ISO 14971:2019 is THE standard for medical device risk management โ€” required by MDR
Risk = Probability ร— Severity โ€” both dimensions must be evaluated
The process is CONTINUOUS โ€” not a one-time exercise
Risk controls follow a strict hierarchy: Design โ†’ Protection โ†’ Information
Benefits must outweigh residual risks for a device to be acceptable
Your incident reports directly feed manufacturers' post-market risk monitoring
The Risk Management File is a living document throughout the device lifecycle
State of the art evolves โ€” yesterday's acceptable risk may not be acceptable today

Knowledge Check

8 questions ยท 80% required to pass

Q1.What international standard defines the risk management process for medical devices?

Q2.According to ISO 14971, how is "risk" defined?
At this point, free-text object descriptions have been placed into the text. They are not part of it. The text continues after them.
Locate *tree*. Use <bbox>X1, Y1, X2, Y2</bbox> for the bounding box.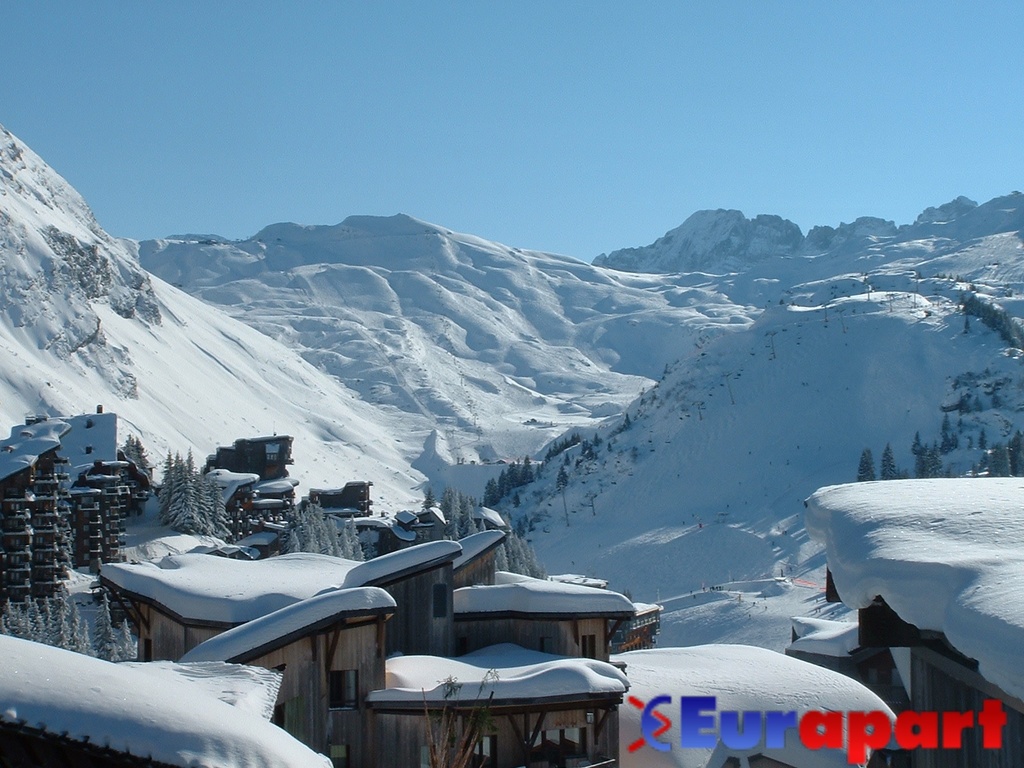
<bbox>500, 524, 510, 575</bbox>.
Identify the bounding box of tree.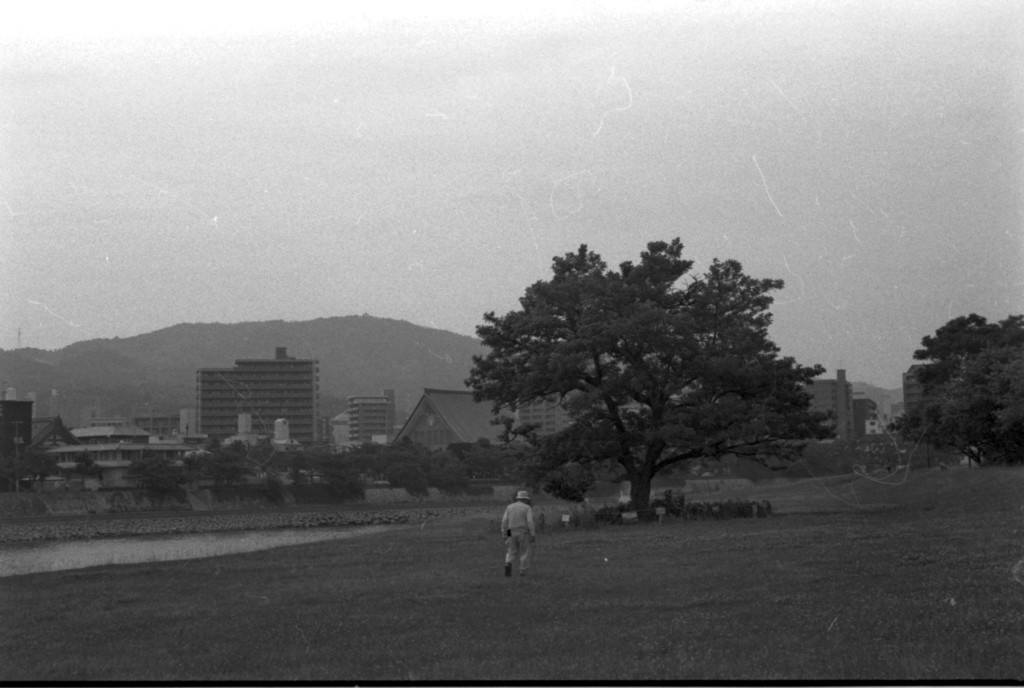
region(890, 314, 1023, 470).
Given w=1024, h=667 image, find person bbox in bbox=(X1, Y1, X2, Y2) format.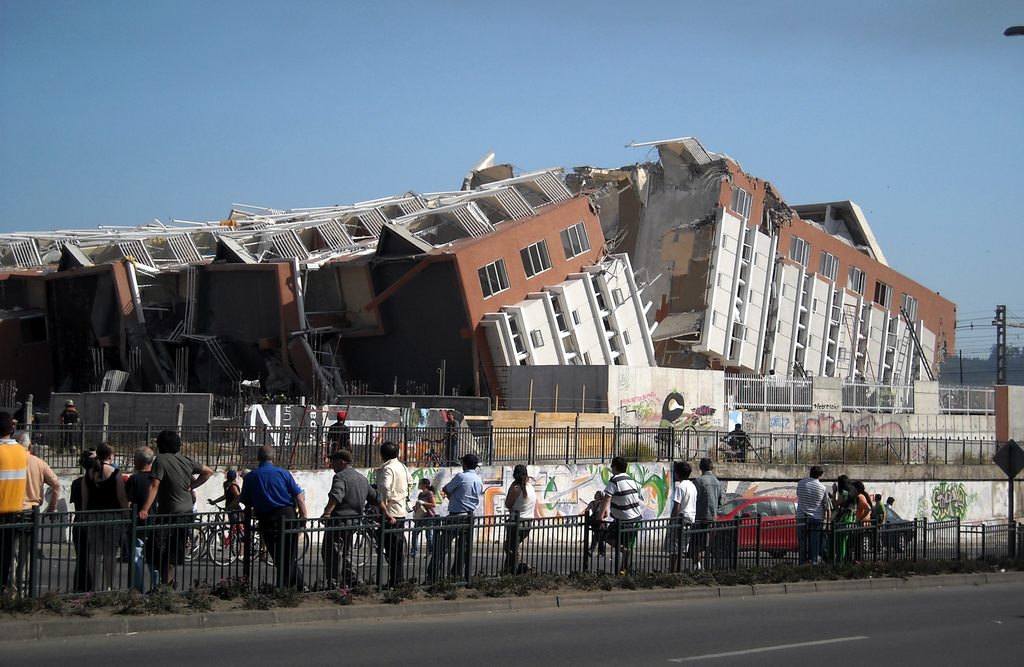
bbox=(659, 458, 698, 573).
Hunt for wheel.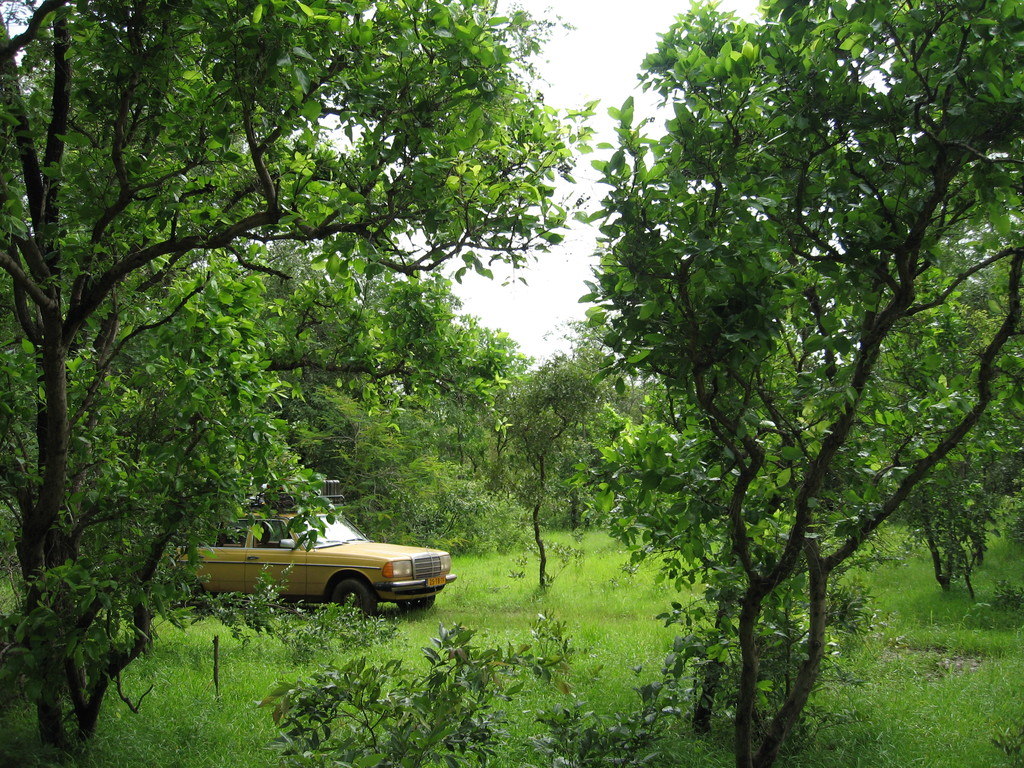
Hunted down at select_region(397, 595, 439, 616).
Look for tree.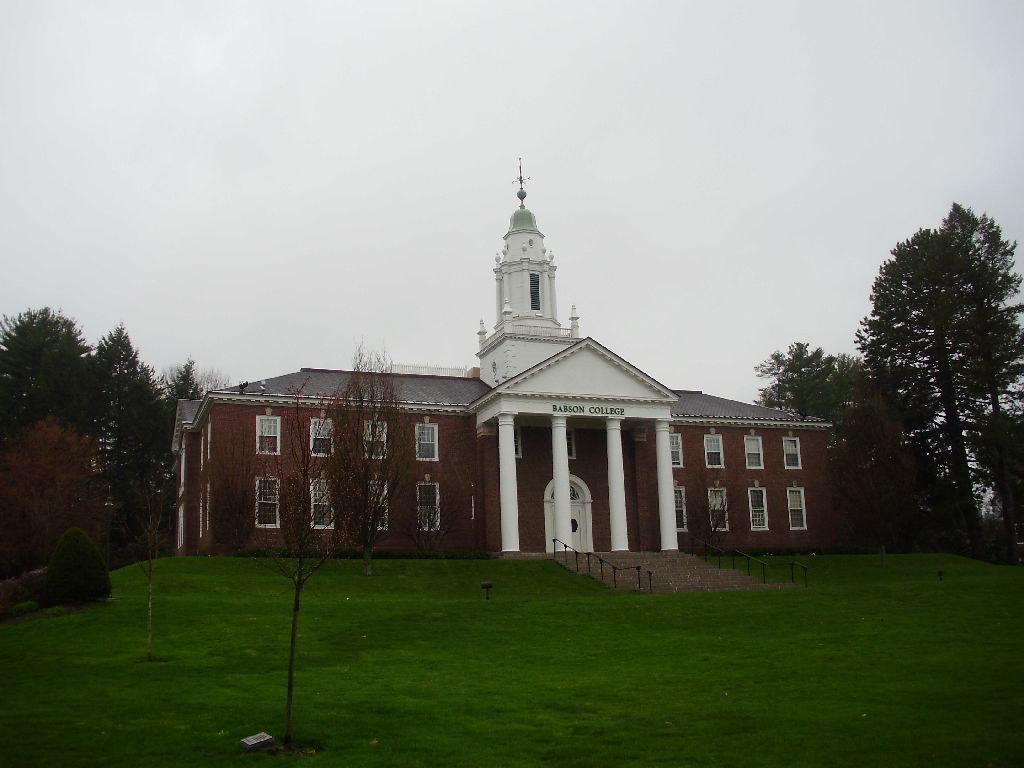
Found: (748, 338, 908, 481).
Q3.What is the FIRST step in the ISO 14971 risk management process?

Q4.A risk is classified as "ALARP" on the risk matrix. What does this mean?

Q5.Under the ISO 14971 risk control hierarchy, which measure has the HIGHEST priority?
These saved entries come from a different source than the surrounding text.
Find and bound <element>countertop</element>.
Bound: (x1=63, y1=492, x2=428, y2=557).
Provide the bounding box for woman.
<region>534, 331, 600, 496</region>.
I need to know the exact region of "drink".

Q6.Your ward receives a Field Safety Notice (FSN) about a patient monitor. The FSN was triggered because post-market surveillance identified a new hazard. Which step of the ISO 14971 process does this represent?

Q7.Which risk analysis technique works "top-down", starting from an undesired event and tracing back to root causes using logic gates?

Q8.MDR Annex I, Section 1 states that devices shall be safe and effective, and that residual risks shall be acceptable when weighed against what?